Name of this convex polyhedron?
I believe this is what's referred to as a Cuboctahedron-Rhombic Dodecahedron Compound.
According to Mathworld on compound polyhedron:
A polyhedron compound is an arrangement of a number of interpenetrating polyhedra, either all the same or of several distinct types, usually having visually attractive symmetric properties. Compounds of multiple Platonic and Archimedean solids can be especially attractive, as can compounds of these solids and their duals. [Note, the two intersecting figures are in fact duals.] [Italics, boldface, and brackets mine.]
See Mathworld on Cuboctahedron-Rhombic Dodecahedron Compound, and in particular, I believe the figure at very bottom, left: the Cuboctahedron-Rhombic Dodecahedron Compound- depicts the figure you've provided above. It's a compound of two (dual) Archimedean polyhedra: the cuboctahedron (pictured immediately below, to left) and the rhombic dodecahedron (image immediately below, to right).
$\qquad\qquad$ $\qquad\qquad$
EDIT: and actually, I think the figure below (right) is what you're after: it is described as the "Cuboctahedron-Rhombic Dodecahedron solid which is common to both polyhedra"; i.e. their intersection. Each figure (above) is the dual of the other. No specific name is given to the convex figure of intersection (below, to right), save for referring to it as a "Cuboctahedron-Rhombic Dodecahedron convex solid."
The page linked is worth a visit, since you can see the figures below, rotate them, and the page provides additional information on the polyhedra, the surface area, volume, etc. (edges, vertices,...). There are also links to other polyhedral compounds.
$\qquad\qquad$ $\qquad\qquad\qquad$
The intersection is a rectified cuboctahedron, which can be denoted $t_1\left\{3 \atop 4\right\}$. It can also be called a rhombicuboctahedron, but this name is usually reserved for the version which has been made "uniform" by turning the rectangular faces into squares. The two are isomorphic (i.e. combinatorially identical).
It could also be called a rectified rhombic dodecahedron; a cantellated cube $t_{0,2}\{4,3\}$; a cantellated octahedron; an expanded cube; an expanded octahedron; or a beveled cube.
Cantellation, or expansion, refers to the process of moving the facets of a polytope apart and filling in extra faces; in this case pulling apart the six faces of the cube (equivalently, shrinking them in-place) and adding rectangles where the edges used to be, and triangles where the vertices used to be. When you say "cantellated cube" it is often assumed that the process is done until the rectangles become square, and you have a rhombicuboctahedron; the rectified cuboctahedron is cantellated less than that. (So it is a cantellated cube, but not the cantellated cube.)
Rectification cuts all the vertices to the midpoints of edges, which is exactly what your polyhedron is. So "rectified cuboctahedron" definitely should mean this, non-uniform, figure. Unfortunately some people may assume that this has been made uniform, also, under a bias toward making everything uniform all the time whenever possible.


Task statement: Give back all of the data exactly, with every picture omitted.

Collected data
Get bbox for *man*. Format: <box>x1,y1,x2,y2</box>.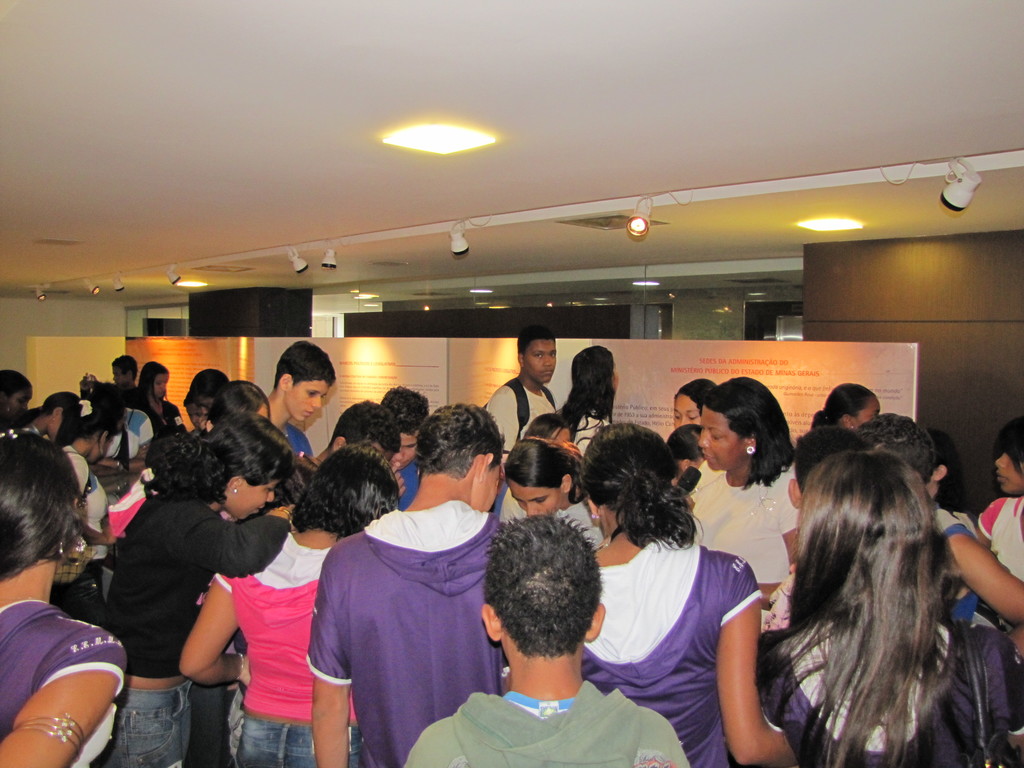
<box>483,325,563,460</box>.
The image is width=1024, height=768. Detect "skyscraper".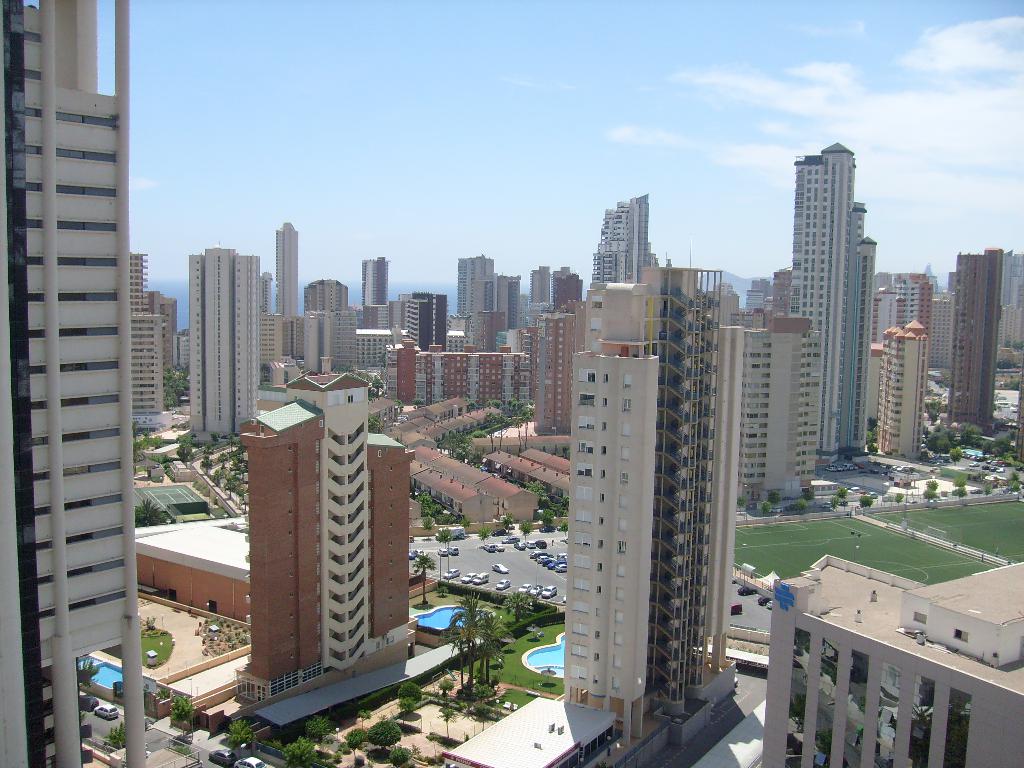
Detection: pyautogui.locateOnScreen(782, 140, 890, 462).
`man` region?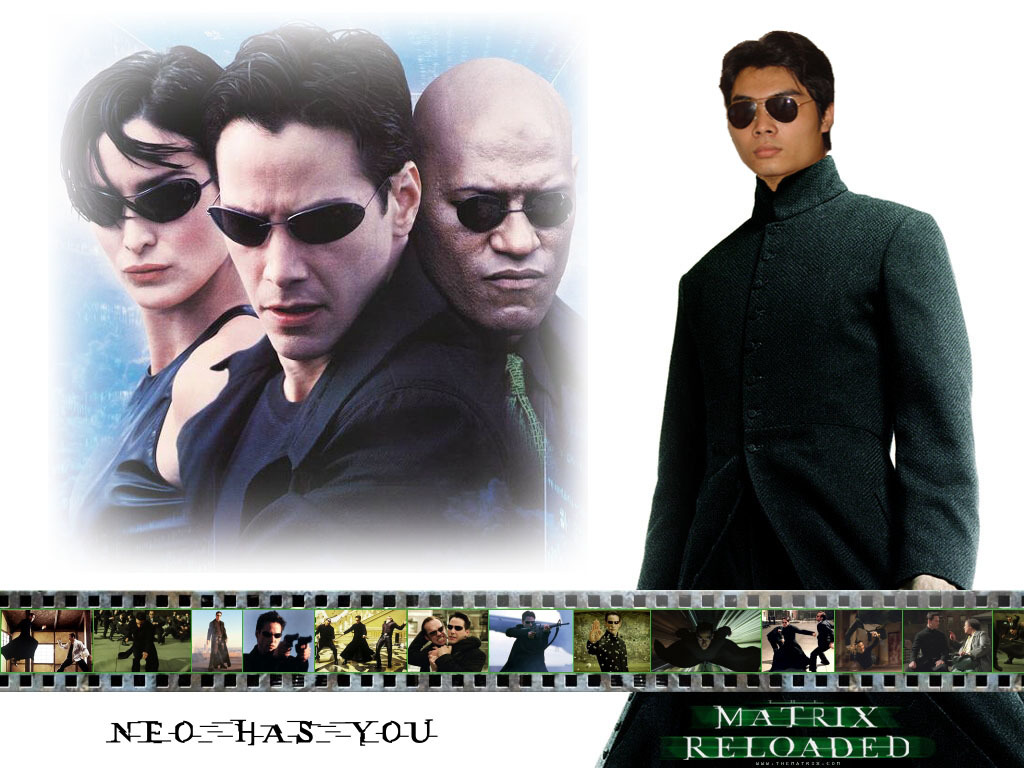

Exercise solution:
Get bbox for *man*. Format: <box>x1,y1,x2,y2</box>.
<box>483,325,563,460</box>.
The image is width=1024, height=768. Detect "skyscraper".
Detection: pyautogui.locateOnScreen(782, 140, 890, 462).
`man` region?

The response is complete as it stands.